Under CC 1798.29, any person or business that owns or licenses computerized data including personal information about California residents must notify affected individuals in the event of a breach. Personal information is defined as first name/initial + last name plus SSN, driver's license, financial account number, medical information, health insurance information, or username/email + password. Notification must be made "in the most expedient time possible and without unreasonable delay" (AG guidance suggests ~45 days). If more than 500 California residents are affected, the business must also notify the California Attorney General.
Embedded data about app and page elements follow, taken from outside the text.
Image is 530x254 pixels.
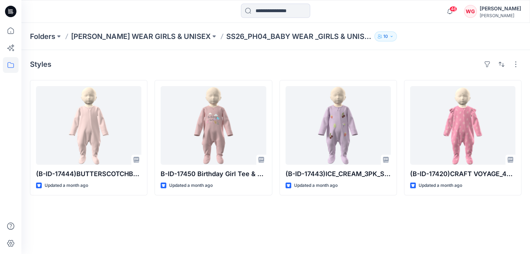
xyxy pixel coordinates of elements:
[285,86,391,165] a: (B-ID-17443)ICE_CREAM_3PK_SLEEPSUIT - PLACEMENT
[161,86,266,165] a: B-ID-17450 Birthday Girl Tee & Sleepsuists-Sleepsuists
[480,4,521,13] div: [PERSON_NAME]
[419,182,462,189] p: Updated a month ago
[45,182,88,189] p: Updated a month ago
[36,169,141,179] p: (B-ID-17444)BUTTERSCOTCHBAY_3PK SSU
[410,169,515,179] p: (B-ID-17420)CRAFT VOYAGE_4PK SS
[161,169,266,179] p: B-ID-17450 Birthday Girl Tee & Sleepsuists-Sleepsuists
[464,5,477,18] div: WG
[410,86,515,165] a: (B-ID-17420)CRAFT VOYAGE_4PK SS
[480,13,521,18] div: [PERSON_NAME]
[71,31,211,41] a: [PERSON_NAME] WEAR GIRLS & UNISEX
[36,86,141,165] a: (B-ID-17444)BUTTERSCOTCHBAY_3PK SSU
[294,182,338,189] p: Updated a month ago
[169,182,213,189] p: Updated a month ago
[226,31,372,41] p: SS26_PH04_BABY WEAR _GIRLS & UNISEXS
[30,31,55,41] a: Folders
[383,32,388,40] p: 10
[285,169,391,179] p: (B-ID-17443)ICE_CREAM_3PK_SLEEPSUIT - PLACEMENT
[30,60,51,69] h4: Styles
[449,6,457,12] span: 46
[374,31,397,41] button: 10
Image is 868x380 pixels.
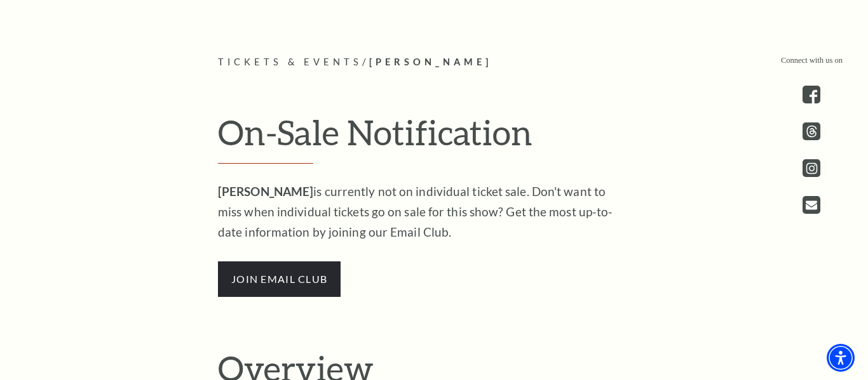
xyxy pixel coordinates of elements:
a: threads.com - open in a new tab [802,122,820,140]
a: instagram - open in a new tab [802,159,820,177]
a: facebook - open in a new tab [802,86,820,104]
a: join email club [218,271,340,286]
strong: [PERSON_NAME] [218,184,314,199]
p: Connect with us on [781,55,842,67]
span: [PERSON_NAME] [369,56,491,67]
span: join email club [218,261,340,297]
span: Tickets & Events [218,56,362,67]
a: Open this option - open in a new tab [802,196,820,214]
p: / [218,55,650,70]
p: is currently not on individual ticket sale. Don't want to miss when individual tickets go on sale... [218,181,631,242]
h2: On-Sale Notification [218,112,650,164]
div: Accessibility Menu [826,344,855,372]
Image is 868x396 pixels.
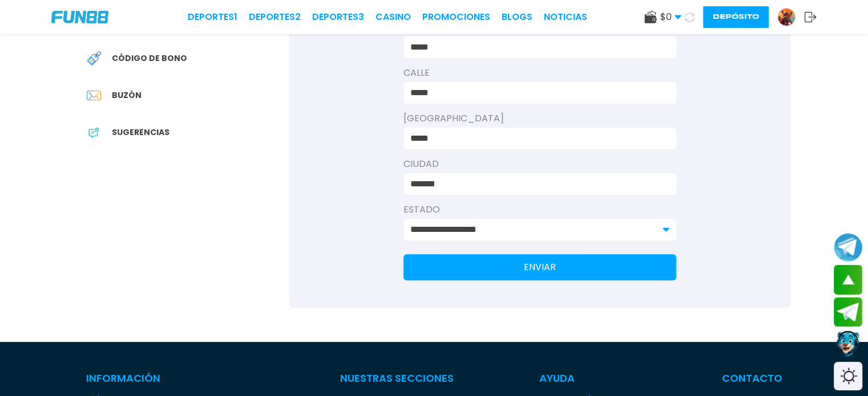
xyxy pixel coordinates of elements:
button: ENVIAR [404,254,676,281]
p: Información [86,370,255,386]
button: scroll up [833,265,862,295]
div: Switch theme [833,362,862,390]
span: $ 0 [660,10,681,24]
span: Sugerencias [112,127,169,138]
img: App Feedback [87,125,101,140]
p: Ayuda [539,370,636,386]
label: Ciudad [404,157,676,171]
p: Contacto [722,370,782,386]
a: Avatar [777,8,804,27]
button: Depósito [703,7,769,28]
span: Código de bono [112,52,187,65]
a: NOTICIAS [544,10,587,24]
img: Inbox [87,89,101,103]
button: Join telegram channel [833,233,862,263]
img: Redeem Bonus [87,51,101,65]
label: [GEOGRAPHIC_DATA] [404,112,676,125]
a: InboxBuzón [78,83,289,109]
a: Deportes1 [187,10,237,24]
a: Deportes3 [312,10,364,24]
a: CASINO [376,10,410,24]
button: Contact customer service [833,330,862,360]
label: Estado [404,203,676,217]
button: Join telegram [833,297,862,327]
a: Promociones [422,10,490,24]
p: Nuestras Secciones [340,370,453,386]
a: App FeedbackSugerencias [78,120,289,145]
img: Avatar [778,8,795,26]
label: Calle [404,66,676,80]
span: Buzón [112,89,142,101]
a: Deportes2 [249,10,301,24]
a: Redeem BonusCódigo de bono [78,46,289,71]
img: Company Logo [51,11,109,23]
a: BLOGS [502,10,532,24]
Notification must include specific elements required by CC 1798.29(d), and if SSN or driver's license was breached, the business must offer 12 months of free credit monitoring per CC 1798.82.
CPRA made significant changes effective January 1, 2023: (1) Created the California Privacy Protection Agency (CPPA) as a new enforcement authority, (2) Added a "right to correct" inaccurate personal information (CC 1798.106), (3) Added a "right to limit use of sensitive personal information" (CC 1798.121), (4) Expanded the definition of "sensitive personal information" to include precise geolocation, racial/ethnic origin, religious beliefs, union membership, genetic data, biometric data, health data, sex life/sexual orientation, (5) Changed "sale" threshold from 50,000 to 100,000 consumers, (6) Created new "sharing" category for cross-context behavioral advertising, (7) Tripled look-back period for responding to data requests from 12 to 36 months, (8) Created stricter data minimization and purpose limitation requirements, and (9) Added employee data protections (previously exempt).